Tackling Funke's (The Thief Lord) meaty, intricately plotted tale of magic and books, Redgrave colors her reading with appropriately varying degrees of suspense, revelation and drama. But bibliophiles will delight in a story that celebrates books (each chapter begins with a literary passage ranging from Shakespeare to Sendak), and the conclusion is especially satisfying. Thanks to Harry P., kids may not be scared off by this volume's heft, though they may wish the pacing wasn't quite so leisurely-even the novel's many chases and hostage-takings are related in a deliberate fashion.

Meggie learns that many years earlier, while Mo was reading aloud a novel called Inkheart, his voice somehow brought many of its characters-including Dustfinger and the evil despot Capricorn-"slipping out of their story like a bookmark forgotten by some reader between the pages." Now Dustfinger (who longs to return to his fictional origins) wants Mo to read him back into the book, while Capricorn (who likes it here just fine) wants Mo to use his powers to read gold and riches out of stories such as Treasure Island and summon a malevolent, immortal character called the Shadow from the pages of Inkheart.

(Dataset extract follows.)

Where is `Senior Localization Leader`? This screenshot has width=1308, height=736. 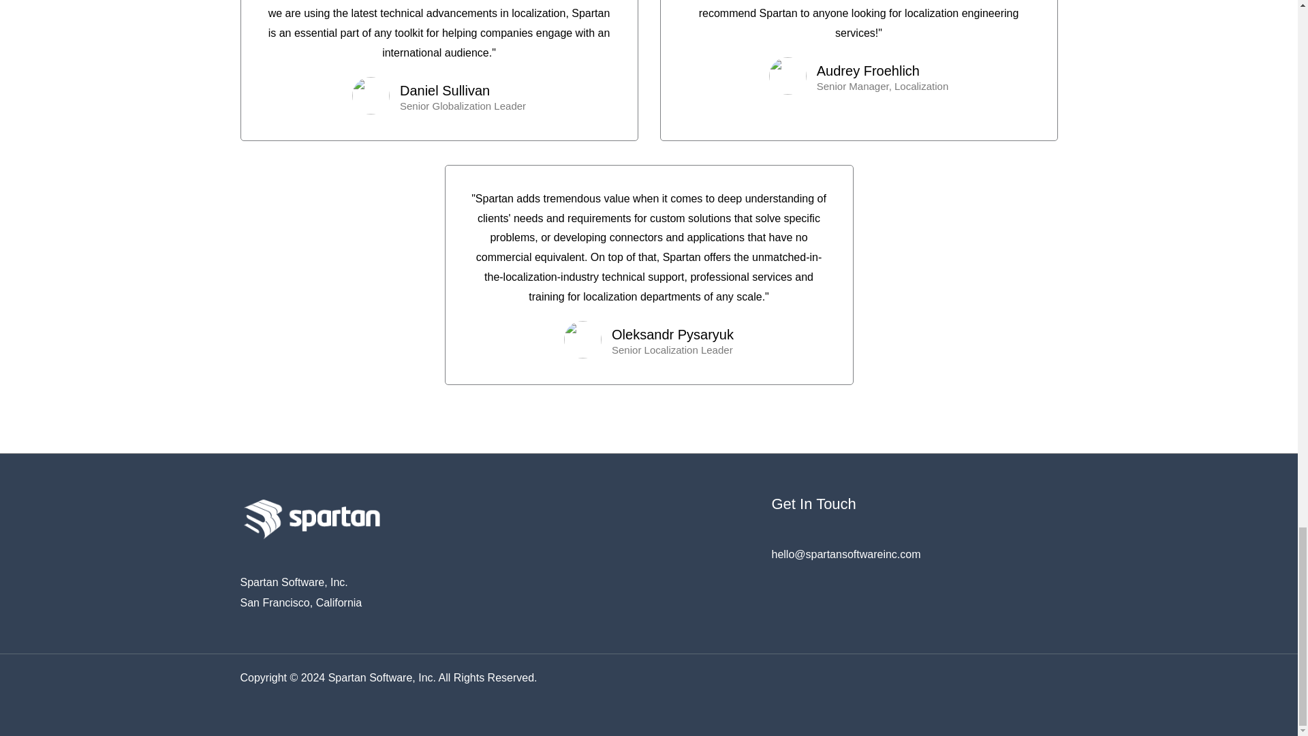 Senior Localization Leader is located at coordinates (673, 349).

11/02), twelve-year-old Meggie and her father Mo live in a house overflowing with "small piles of books, tall piles of books, books thick and thin, books old and new." But it's one particular book that brings a stranger named Dustfinger to their house one rainy spring night. (Intermediate, Middle School) Who hasn't dreamed of it-characters leaping from the pages of a book to interact with the reader? Or, better yet, the reader transported-quite literally-into the make-believe world of a novel? In this tale of adventure and fantasy by the author of The Thief Lord (rev.